Pages

Thursday 1 January 2015

'Savage Run' by E. J. Squires


*This review will contain spoilers!* 

There comes a time in every reviewer's life when they have to decide between upholding their integrity or following their heart. I'm choosing to follow my beliefs and do what I think is right, even though it does make me feel like a massive poo. I want to say a huge thank you to E. J. Squires for sending me this novel in exchange for an honest review, and I tried so hard to like it, but I'm going to be honest - this was one of the most disappointing books I've read in a very long time.
'Savage Run' tells the story of Heidi, a Laborer in the lowest class in her society, destined to be ruled by a Master as soon as she turns sixteen. Heidi's best friend, Gemma, has been with her Master for nearly a year, and Heidi comes up with a plan to get her freedom - the Savage Run event. The Savage Run is a competition for teenage boys of the lower classes to participate in an obstacle course to become Masters, giving themselves economic stability and freedom for the rest of their lives. Because Heidi and Gemma are girls, they disguise themselves as males and get hold of fake IDs, desperate to compete for their only chance at freedom.
I thought the plot sounded so interesting, I jumped at the chance to review this novel. I love dystopian fiction, and for a novel to have something that sounds so out of the box and brand new is a massive surprise. But there were so many things wrong with this novel.
To start off at a basic level: there were 35 errors that I spotted throughout the novel, also known as an error every ten pages. It made it feel uncomfortable and disconnected, with fragmented sentences and random punctuation marks inserted into the manuscript over and over again. That's not including the commas that were added in or were missing, because once you start counting commas it gets to an insanely high number, but that means in actuality there were way more errors.

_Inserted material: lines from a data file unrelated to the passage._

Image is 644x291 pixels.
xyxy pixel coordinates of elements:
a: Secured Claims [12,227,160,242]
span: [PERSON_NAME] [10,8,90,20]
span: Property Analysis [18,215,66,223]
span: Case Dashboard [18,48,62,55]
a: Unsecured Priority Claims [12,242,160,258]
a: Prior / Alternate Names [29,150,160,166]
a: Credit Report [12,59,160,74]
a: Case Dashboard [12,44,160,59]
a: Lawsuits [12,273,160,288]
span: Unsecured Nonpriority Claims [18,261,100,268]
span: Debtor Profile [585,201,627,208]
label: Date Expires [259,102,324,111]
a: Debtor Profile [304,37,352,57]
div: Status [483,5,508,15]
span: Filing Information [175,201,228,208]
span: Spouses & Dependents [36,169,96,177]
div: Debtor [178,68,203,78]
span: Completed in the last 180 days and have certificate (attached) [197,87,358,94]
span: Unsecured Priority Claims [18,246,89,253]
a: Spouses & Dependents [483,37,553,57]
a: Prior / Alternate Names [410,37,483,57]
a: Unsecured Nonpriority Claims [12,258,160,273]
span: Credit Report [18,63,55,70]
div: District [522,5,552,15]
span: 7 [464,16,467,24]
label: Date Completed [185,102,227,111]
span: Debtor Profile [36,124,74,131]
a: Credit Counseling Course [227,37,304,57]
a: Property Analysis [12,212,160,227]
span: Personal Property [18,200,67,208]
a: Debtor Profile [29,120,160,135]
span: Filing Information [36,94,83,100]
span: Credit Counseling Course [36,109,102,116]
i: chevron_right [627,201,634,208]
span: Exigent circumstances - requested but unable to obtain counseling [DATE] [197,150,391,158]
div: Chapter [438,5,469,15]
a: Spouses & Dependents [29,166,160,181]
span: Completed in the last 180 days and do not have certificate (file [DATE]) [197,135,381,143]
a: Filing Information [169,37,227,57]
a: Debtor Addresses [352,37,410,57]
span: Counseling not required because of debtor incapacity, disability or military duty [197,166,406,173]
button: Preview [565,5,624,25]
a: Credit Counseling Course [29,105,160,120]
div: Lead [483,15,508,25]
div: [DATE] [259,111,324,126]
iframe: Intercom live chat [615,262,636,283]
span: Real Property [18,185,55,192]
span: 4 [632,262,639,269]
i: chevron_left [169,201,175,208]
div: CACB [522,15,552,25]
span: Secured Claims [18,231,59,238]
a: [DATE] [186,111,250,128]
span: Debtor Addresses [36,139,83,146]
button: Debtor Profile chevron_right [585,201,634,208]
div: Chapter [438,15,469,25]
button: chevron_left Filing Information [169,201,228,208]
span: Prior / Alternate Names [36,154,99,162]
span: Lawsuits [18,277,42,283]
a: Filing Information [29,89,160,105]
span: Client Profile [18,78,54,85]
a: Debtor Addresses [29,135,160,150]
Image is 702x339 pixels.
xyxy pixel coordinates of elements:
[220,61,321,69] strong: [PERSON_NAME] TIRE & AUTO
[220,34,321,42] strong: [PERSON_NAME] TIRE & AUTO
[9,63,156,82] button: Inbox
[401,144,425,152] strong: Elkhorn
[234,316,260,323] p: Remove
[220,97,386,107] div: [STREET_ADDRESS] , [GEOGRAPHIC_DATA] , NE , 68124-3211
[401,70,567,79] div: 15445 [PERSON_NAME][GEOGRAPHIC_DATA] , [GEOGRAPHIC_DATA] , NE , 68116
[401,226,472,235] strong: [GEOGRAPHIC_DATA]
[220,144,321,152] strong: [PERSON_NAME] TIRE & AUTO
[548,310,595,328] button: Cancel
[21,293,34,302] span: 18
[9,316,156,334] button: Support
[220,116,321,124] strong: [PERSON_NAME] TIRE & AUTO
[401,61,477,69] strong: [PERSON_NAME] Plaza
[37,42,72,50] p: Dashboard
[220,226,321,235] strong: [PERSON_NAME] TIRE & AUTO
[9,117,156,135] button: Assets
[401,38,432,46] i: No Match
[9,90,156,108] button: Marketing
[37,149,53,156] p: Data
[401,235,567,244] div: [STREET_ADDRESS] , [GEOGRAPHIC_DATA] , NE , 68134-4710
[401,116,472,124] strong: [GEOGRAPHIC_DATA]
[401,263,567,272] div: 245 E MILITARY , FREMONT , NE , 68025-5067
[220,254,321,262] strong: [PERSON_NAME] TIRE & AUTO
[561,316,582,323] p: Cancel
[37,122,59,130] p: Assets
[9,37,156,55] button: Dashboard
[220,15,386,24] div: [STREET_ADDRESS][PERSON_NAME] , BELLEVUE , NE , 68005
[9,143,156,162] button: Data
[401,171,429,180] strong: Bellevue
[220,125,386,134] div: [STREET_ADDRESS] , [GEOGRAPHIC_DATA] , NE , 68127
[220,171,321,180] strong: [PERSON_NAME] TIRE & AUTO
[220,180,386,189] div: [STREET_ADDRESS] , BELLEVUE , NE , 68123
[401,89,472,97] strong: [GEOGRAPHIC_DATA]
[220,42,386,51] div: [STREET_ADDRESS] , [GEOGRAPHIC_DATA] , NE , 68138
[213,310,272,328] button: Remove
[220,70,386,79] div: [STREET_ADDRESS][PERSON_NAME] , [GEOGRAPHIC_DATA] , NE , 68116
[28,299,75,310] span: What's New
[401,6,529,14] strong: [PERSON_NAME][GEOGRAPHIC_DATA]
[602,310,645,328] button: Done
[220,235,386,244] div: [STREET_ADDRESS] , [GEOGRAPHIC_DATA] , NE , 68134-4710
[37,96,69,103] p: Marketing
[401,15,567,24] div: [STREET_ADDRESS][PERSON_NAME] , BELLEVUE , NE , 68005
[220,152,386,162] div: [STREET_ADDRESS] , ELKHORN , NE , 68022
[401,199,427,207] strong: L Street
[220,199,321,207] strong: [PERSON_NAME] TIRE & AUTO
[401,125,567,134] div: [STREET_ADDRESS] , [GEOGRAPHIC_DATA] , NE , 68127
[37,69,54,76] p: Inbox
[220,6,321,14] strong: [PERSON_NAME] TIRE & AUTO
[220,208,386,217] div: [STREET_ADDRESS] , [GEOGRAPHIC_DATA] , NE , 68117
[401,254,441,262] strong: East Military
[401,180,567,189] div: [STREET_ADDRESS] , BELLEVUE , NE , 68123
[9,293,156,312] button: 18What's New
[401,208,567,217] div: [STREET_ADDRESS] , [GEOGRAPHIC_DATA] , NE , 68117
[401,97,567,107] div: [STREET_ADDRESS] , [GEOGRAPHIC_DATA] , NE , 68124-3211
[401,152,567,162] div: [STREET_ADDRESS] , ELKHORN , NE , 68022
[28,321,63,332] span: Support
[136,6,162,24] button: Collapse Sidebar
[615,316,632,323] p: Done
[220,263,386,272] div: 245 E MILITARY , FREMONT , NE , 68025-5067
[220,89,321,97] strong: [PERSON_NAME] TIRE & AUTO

I understand that for lesser known, indie authors the proofreading process is never going to be absolutely faultless, because paying for someone to proofread and edit your novel is quite costly, but this many errors shouldn't have just been able to slip under the radar unnoticed. Similarly, there were a lot of phrases that didn't make much grammatical sense, meaning that every page I was tripping over something, leaving me feeling beyond disappointed at how deeply it affected my enjoyment of the novel.
Also, the repetition throughout the novel grated so deeply. Heidi constantly forgetting that she'd traded away her mother's locket, and rolling in the guilt of causing Gemma's 'death', just annoyed me. I didn't feel anything over Gemma's death, so constantly being reminded of how upset this girl is over a character that I didn't have a minuscule amount of emotion for just bored me, and I just wanted to shake her and tell her to get over it.
Furthermore, it was just so one dimensional it made me want to scream out loud at multiple points throughout. The 'death' of Gemma at the start of the novel was flat - how are we meant to care about the death of a character who has done nothing of note for the first fifty pages? - and that tone continued throughout, with other Savage Run participants being introduced and killed off after having only appeared in one scene, meaning that I didn't have a visceral reaction to any of the devastating imagery described throughout the first three quarters of the novel. Arthor was a promising character, but even his death didn't do too much for me, because it was all so utterly predictable. I didn't even like Heidi; constantly second guessing whether Nicholas liked her and panicking about their potential relationship when she should be more worried about possibly impending death, the internal complaining about Arthor when she wanted to let him go first on the cliff and took instant offence when he took the lead, all of her actions just made me want to slap her, and when you hate the main character of a dystopian novel you find yourself constantly crossing your fingers that they're going to end up dead, even though it's beyond predictable that they're going to survive.
On the note of predictability, anybody that didn't see the reveal of Mia being Heidi's mother is obviously blind to what is stated right in front of them. It was obvious from the second appearance of Mia, so the fact that Heidi stated repeatedly that there was no way that Mia could be her mother just made me want to rip my hair out, and the big reveal in the final chapter fell completely flat because I'd been expecting it since the first one hundred pages of the book. Similarly, it's pretty obvious that you never know someone is dead until you've seen their body, so Heidi discovering that Gemma survived the beginning of the book also didn't surprise me.
There were some promising scenes. The obstacles featured in the Savage Run all seemed extremely interesting, but in the actual delivery of them they fell short. The moment when Johnny shot Heidi's capsule out of the sky, and the following recovery in the hospital, was extremely well written but other than those small moments the book as a whole was completely flat. At times it felt like a rip-off of 'Divergent': the box that made them hallucinate the people they cared about most and then having to shoot them being the most obvious comparison, but also the attitude of the main character constantly throwing herself into life-threatening situations for reasons that only really made sense to her.
The ending of the novel is left extremely open, but I have my fingers crossed that there isn't going to be a sequel, because it will probably be focussed solely upon the politics behind the Savage Run and the downfall of President Volkov, and it all just seems too predictable to be worth wasting the time upon. I went into this book seeing that it had nearly a 5 star average rating on Goodreads, but if you're considering reading it don't be fooled by that number. I am really disappointed and deflated following what I just forced myself to read.